If you search for the role computational scientist (on LinkedIn for instance) you'll find some that actually look for degrees in biology or chemistry which might be a good place to get your foot in the door.

Good luck!

True, I really should focus more on chemistry/biology related tech startups. I've not been facing rejections for long thankfully, but I don't want to get to that point.

Good luck on your search as well, I hope you get a great job soon

There is an official monthly "Who wants to be hired?" post. Try to post there, and follow the instructions at the top. https://news.ycombinator.com/item?id=25989762

(Also take a look at the other threads https://news.ycombinator.com/submitted?id=whoishiring )

It's weird the resume as an image in imgur. Do you have a PDF version, perhaps you can post it in github. (Is there an official or unofficial protocol to post resumes in github?)

I'd say one major red flag is you're 'self-teaching', should be 'self-learning'.

Little things like that are going to make people reject you, even before they look at your code or resume.

I don't understand, what's the difference exactly? They effectively say the same thing to me...
> Little things like that are going to make people reject you

You make it sound as if his letter is actually being looked at, much less scrutinized over an MLA nit. No, he will be rejected by a machine long before that could ever happen.
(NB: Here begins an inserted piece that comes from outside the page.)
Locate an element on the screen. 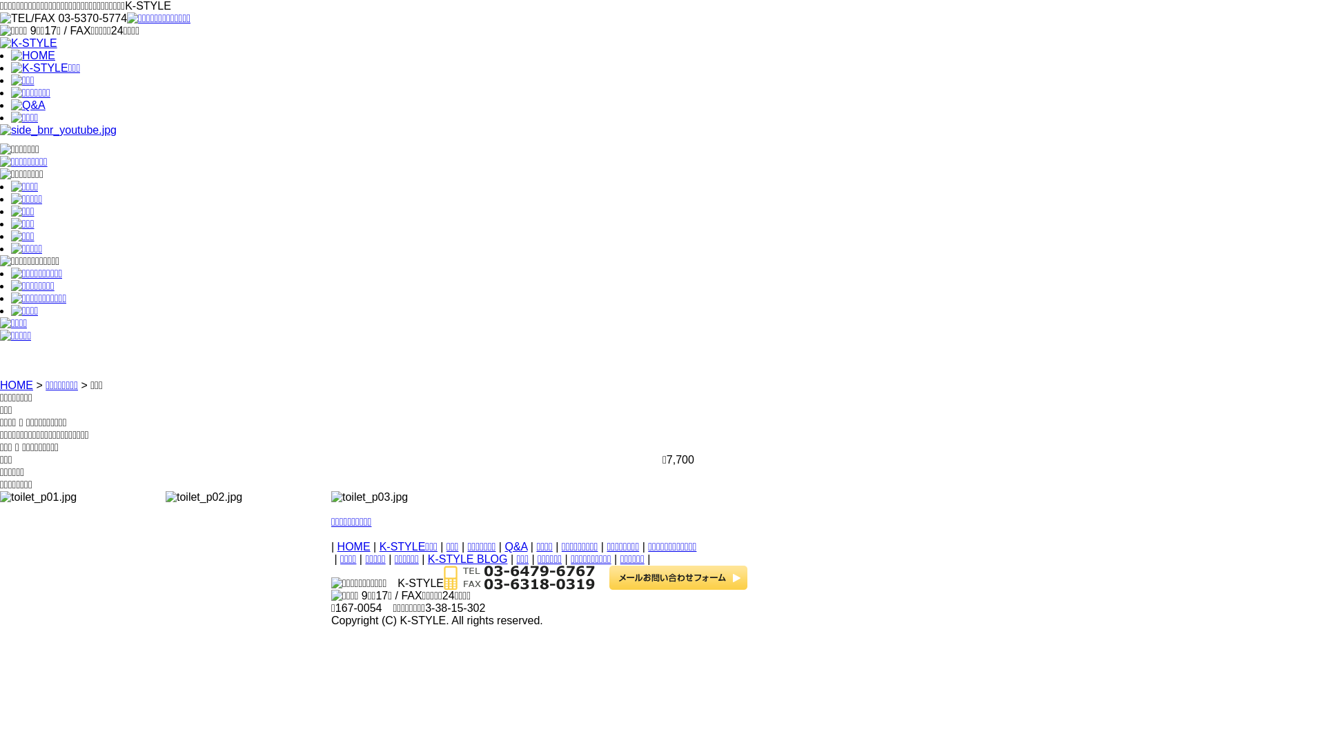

It's somewhat apparent just reading through the python that you are self-taught. Some of the idioms used, especially around file handling, are outdated.

For example: you should open files using the with context handler, or at the very least wrap the file open in a try/except block and put file close in the finally block. Garbage collectors will clean up if you don't properly close, but it's better to be explicit.

I would argue that even if the resume passed through to a hiring manager, they would be reticent to hire based off a single code sample in a language listed as a technical skill where there are red flags like this.

Edit: please note that my comments are for Python only, as I'm not proficient in any of the C family languages. Also, as a Biology major who finally broke into dev myself, I'm completely rooting for you!